Day from hell.

January 11, 2006

Today has been a nightmare.

Firstly, Isabel had to have a radio isotope scan to make sure that there's nothing wrong with her kidneys following the urinary tract infection she had at 7 weeks old. She's been on low level antibiotics ever since, and they are now doing final tests to establish whether her kidneys are damaged or not. Personally, I don't think they are, because if there was something seriously wrong with her I think I would know.

So I took a day off work and took her into hospital. As usual, there's nowhere to park so we park in a nearby street and walk for 20 minutes. We get there and she has to have a canula put in. I explain that her veins are hard to find and on the three previous occasions they have had to put the canula into her foot rather than her arm.

They put numbing cream on both her feet. Isabel screams, "I want mummy! I want to go home! I don't want the needle!"

Then we have to have the canula inserted. Isabel screams before we even start. She tries to hide her feet. She screeches that she wants to go home. I insist that she shuts her eyes and eventually the registrar manages to get the canula in. It is harrowing. They bandage up her foot.

We walk to the nuclear medicine department to have the radioactive isotopes put in. It is miles away, and halfway there Izzy can't manage anymore. I carry her. Have I mentioned she weighs 3 stones? By the time we get there I am dying.

They provide a wheelchair to push her round to the camera room. They ask her to go to the toilet, then strap her to a bed. They inject her with radioactive isotopes and tell her to lie absolutely still for 30 minutes while the camera continuously films. I provide chocolate rabbits and make up stories about Princess Isabel, Fairy Isabel and Mermaid Isabel continuously for 30 minutes.



Then they ask her to do a wee while they film it. I am like, "But you told her to go to the toilet!" They say, "OK, does she want a glass of water?" Isabel drinks the water, but can't do one. The nurse suggests we go to the cafe and come back when she needs a wee. We go to the cafe and I persuade/coerce/force Isabel to drink TWO Capri Suns. She comes back to the Nuclear Medicine ward, says, "I'm desperate for a wee!" then can't do one. We give her more water. I get her to run around. I press on her bladder. She sits on the makeshift toilet again... and does a gigantic dump. Sigh. The nurses dispose of it. We go outside where it's really cold, and she runs around some more. She drinks more water. We have been at the hospital for 4 and a half hours. The nurses explain she will have to come back and have a catheter and dye injected if she won't wee for the camera. I beg her to wee. I play "Lets pretend we are rabbits" and jump around the room with her.

She wees. Thank god.

We go home. Isabel complains she feels ill. Ten minutes later she comes into the kitchen and vomits copiously all over the kitchen floor. Her clothes, the floor, everything is soaked. I carry her up to the bathroom and put her in the bath.

When I come downstairs to clean up, I discover that the kitchen floor, which Mattgreen has been laying today, has not yet been grouted. Vomit has slithered down between the tiles, including blobs of food, and loads of wet, stinky vomit is between the tiles and the underlay. I clean up the vomit. Then I start lifting tiles, wiping up the vomit and then spraying the tiles with Dettox. I have to remove loads of the tiles that Mattgreen has spent all day laying.

Mattgreen comes home and is none to pleased about this. Here is a picture of him re-laying the tiles after the Vomit-a-thon.



What a nightmare.

One day we will look back on this and laugh. Maybe.

Comments:
Poor baby :-( (not sure if i mean you or isabel!)what a day. Now i know how my mum must have felt when i was in and out of hospital all the time when i was a kid (I have a kidney problem) and now I understand why she was always telling me to drink and wee... the alternative (catheter) must be too horrible for a parent to contemplate. Look on the bright side, at least Matt will have gained valuable tile-laying experience...
Great post though!
 
What a horrible experience for you all, poor Izzy. It's a parents worse nightmare having to experience hospitals traumas with our precious children. You must have been pissed off with the staff wanting her to wee as and when they request it. They of all people should know you can't wee under stress, even when you are desperate to go. Hope she's feeling better.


### Activity:
Without including any pictures, give back all of the data exactly.

### Input records:
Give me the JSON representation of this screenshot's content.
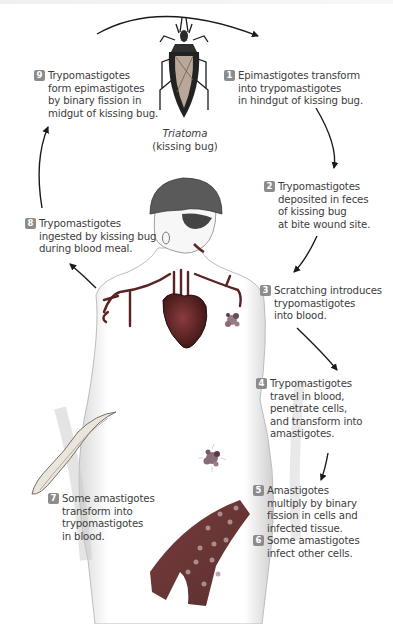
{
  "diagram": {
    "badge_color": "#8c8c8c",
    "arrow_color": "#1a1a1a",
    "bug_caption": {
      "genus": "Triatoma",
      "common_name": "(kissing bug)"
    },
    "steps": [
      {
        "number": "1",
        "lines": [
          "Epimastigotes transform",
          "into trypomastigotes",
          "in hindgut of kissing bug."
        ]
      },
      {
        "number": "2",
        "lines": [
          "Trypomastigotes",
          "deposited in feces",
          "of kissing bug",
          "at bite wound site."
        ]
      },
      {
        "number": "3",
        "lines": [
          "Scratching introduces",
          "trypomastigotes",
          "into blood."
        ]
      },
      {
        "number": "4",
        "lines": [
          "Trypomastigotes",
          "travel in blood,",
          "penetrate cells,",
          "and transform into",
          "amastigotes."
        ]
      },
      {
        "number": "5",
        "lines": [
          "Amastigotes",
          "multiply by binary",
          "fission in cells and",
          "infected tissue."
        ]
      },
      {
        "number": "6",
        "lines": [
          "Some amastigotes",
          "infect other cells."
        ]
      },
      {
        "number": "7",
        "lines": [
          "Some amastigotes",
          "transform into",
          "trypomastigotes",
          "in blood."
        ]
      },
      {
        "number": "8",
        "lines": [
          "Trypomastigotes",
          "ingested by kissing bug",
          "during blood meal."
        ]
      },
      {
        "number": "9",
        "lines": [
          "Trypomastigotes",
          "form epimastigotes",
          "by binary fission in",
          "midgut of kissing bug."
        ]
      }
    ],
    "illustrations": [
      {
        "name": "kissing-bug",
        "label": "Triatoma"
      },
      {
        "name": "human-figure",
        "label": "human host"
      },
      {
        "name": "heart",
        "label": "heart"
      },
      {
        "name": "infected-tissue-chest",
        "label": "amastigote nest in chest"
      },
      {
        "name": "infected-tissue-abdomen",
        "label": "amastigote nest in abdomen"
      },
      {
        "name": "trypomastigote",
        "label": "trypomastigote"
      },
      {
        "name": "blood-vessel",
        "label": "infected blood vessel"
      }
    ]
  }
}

### Exercise solution:
Give me the JSON representation of this screenshot's content.
{
  "diagram": {
    "badge_color": "#8c8c8c",
    "arrow_color": "#1a1a1a",
    "bug_caption": {
      "genus": "Triatoma",
      "common_name": "(kissing bug)"
    },
    "steps": [
      {
        "number": "1",
        "lines": [
          "Epimastigotes transform",
          "into trypomastigotes",
          "in hindgut of kissing bug."
        ]
      },
      {
        "number": "2",
        "lines": [
          "Trypomastigotes",
          "deposited in feces",
          "of kissing bug",
          "at bite wound site."
        ]
      },
      {
        "number": "3",
        "lines": [
          "Scratching introduces",
          "trypomastigotes",
          "into blood."
        ]
      },
      {
        "number": "4",
        "lines": [
          "Trypomastigotes",
          "travel in blood,",
          "penetrate cells,",
          "and transform into",
          "amastigotes."
        ]
      },
      {
        "number": "5",
        "lines": [
          "Amastigotes",
          "multiply by binary",
          "fission in cells and",
          "infected tissue."
        ]
      },
      {
        "number": "6",
        "lines": [
          "Some amastigotes",
          "infect other cells."
        ]
      },
      {
        "number": "7",
        "lines": [
          "Some amastigotes",
          "transform into",
          "trypomastigotes",
          "in blood."
        ]
      },
      {
        "number": "8",
        "lines": [
          "Trypomastigotes",
          "ingested by kissing bug",
          "during blood meal."
        ]
      },
      {
        "number": "9",
        "lines": [
          "Trypomastigotes",
          "form epimastigotes",
          "by binary fission in",
          "midgut of kissing bug."
        ]
      }
    ],
    "illustrations": [
      {
        "name": "kissing-bug",
        "label": "Triatoma"
      },
      {
        "name": "human-figure",
        "label": "human host"
      },
      {
        "name": "heart",
        "label": "heart"
      },
      {
        "name": "infected-tissue-chest",
        "label": "amastigote nest in chest"
      },
      {
        "name": "infected-tissue-abdomen",
        "label": "amastigote nest in abdomen"
      },
      {
        "name": "trypomastigote",
        "label": "trypomastigote"
      },
      {
        "name": "blood-vessel",
        "label": "infected blood vessel"
      }
    ]
  }
}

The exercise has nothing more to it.